Book Image

Accelerate DevOps with GitHub

By : Michael Kaufmann
Book Image

Accelerate DevOps with GitHub

By: Michael Kaufmann

Overview of this book

This practical guide to DevOps uses GitHub as the DevOps platform and shows how you can leverage the power of GitHub for collaboration, lean management, and secure and fast software delivery. The chapters provide simple solutions to common problems, thereby helping teams that are already on their DevOps journey to further advance into DevOps and speed up their software delivery performance. From finding the right metrics to measure your success to learning from other teams’ success stories without merely copying what they’ve done, this book has it all in one place. As you advance, you’ll find out how you can leverage the power of GitHub to accelerate your value delivery – by making work visible with GitHub Projects, measuring the right metrics with GitHub Insights, using solid and proven engineering practices with GitHub Actions and Advanced Security, and moving to event-based and loosely coupled software architecture. By the end of this GitHub book, you'll have understood what factors influence software delivery performance and how you can measure your capabilities, thus realizing where you stand in your journey and how you can move forward.
Table of Contents (31 chapters)
1
Part 1: Lean Management and Collaboration
7
Part 2: Engineering DevOps Practices
14
Part 3: Release with Confidence
19
Part 4: Software Architecture
22
Part 5: Lean Product Management
25
Part 6: GitHub for your Enterprise

Case study

Tailwind Gears is a manufacturing company that produces many different parts that are integrated into other products. They have five different product-centric divisions with a total of more than 600 developers. Each division has its own development process. Some use Scrum, some SAFe, and others use classical waterfall methodologies (validation model, or V-Model). Two of the five divisions build components that include software used in critical systems and are therefore highly regulated (International Organization for Standardization (ISO) 26262 and generic good practice (GxP)). The programming languages the software is built with range from embedded C and C++ code on hardware and chips, to mobile apps (Java; Swift) to web applications (JavaScript; .NET).

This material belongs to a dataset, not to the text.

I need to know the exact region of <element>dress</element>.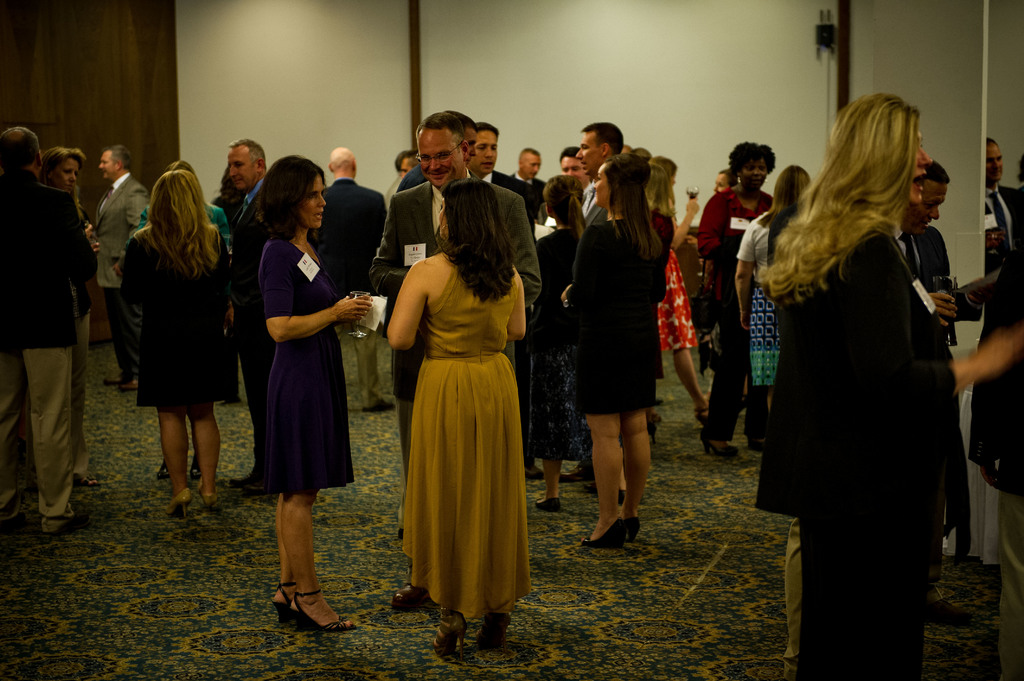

As with development processes, the tools landscape is very heterogeneous. There are some old Team Foundation Server (TFS) installations on premises; some teams use Jira, Confluence, and Bitbucket, and some use GitHub and Jenkins. Some teams already have some continuous integration/continuous deployment (CI/CD) practices in place, while other teams still build, package, and deploy manually. Some teams already work in a DevOps way and operate their own products, while other teams still hand over the production releases to a separate operations team.

Tailwind Gears faces the following problems:

  • No visibility for top management on how development is doing. Since all teams work differently, there is no common way to measure velocity.
  • The divisions report slow release cycles (between months and years) and high failure rates.
  • Every division has its own team to support its toolchain, so there is a lot of redundancy. Things such as templates and pipelines are not shared.
  • It's difficult to allocate developers and teams to the products with the most business value. Toolchain and development practices are too different and the onboarding time is too long.
  • Developers feel unsatisfied with their work and not productive. Some already left the company and it's hard to recruit new talent in the market.

To address these issues, the company decides to implement one common engineering platform. This also intends to unify the development processes. These are the goals of the initiative:

  • Accelerate software delivery in all divisions.
  • Increase the quality of the software and reduce failure rates.
  • Save time and money by raising synergies and only have one platform team that is responsible for the one engineering system.
  • Increase the value of the software being built by allocating developers and teams to the products with a higher value proposition.
  • Increase developer satisfaction to retain existing talent and to make it easier to hire new developers.

To make the transformation visible, the company decides to measure the following four key metrics of DORA:

  • DLT
  • DF
  • MTTR
  • CFR

Since there is no unified platform yet, the metrics will be collected using surveys. The plan is to move one team after another to the new unified platform and use system metrics there.

Developer satisfaction is an important part of the transformation. Therefore, two more metrics are added, as follows:

  • Developer satisfaction
  • Satisfaction with the engineering system

This is a mix of six metrics from at least three SPACE dimensions. There is no metric for communication and collaboration yet. This will be added to the system as the transformation evolves.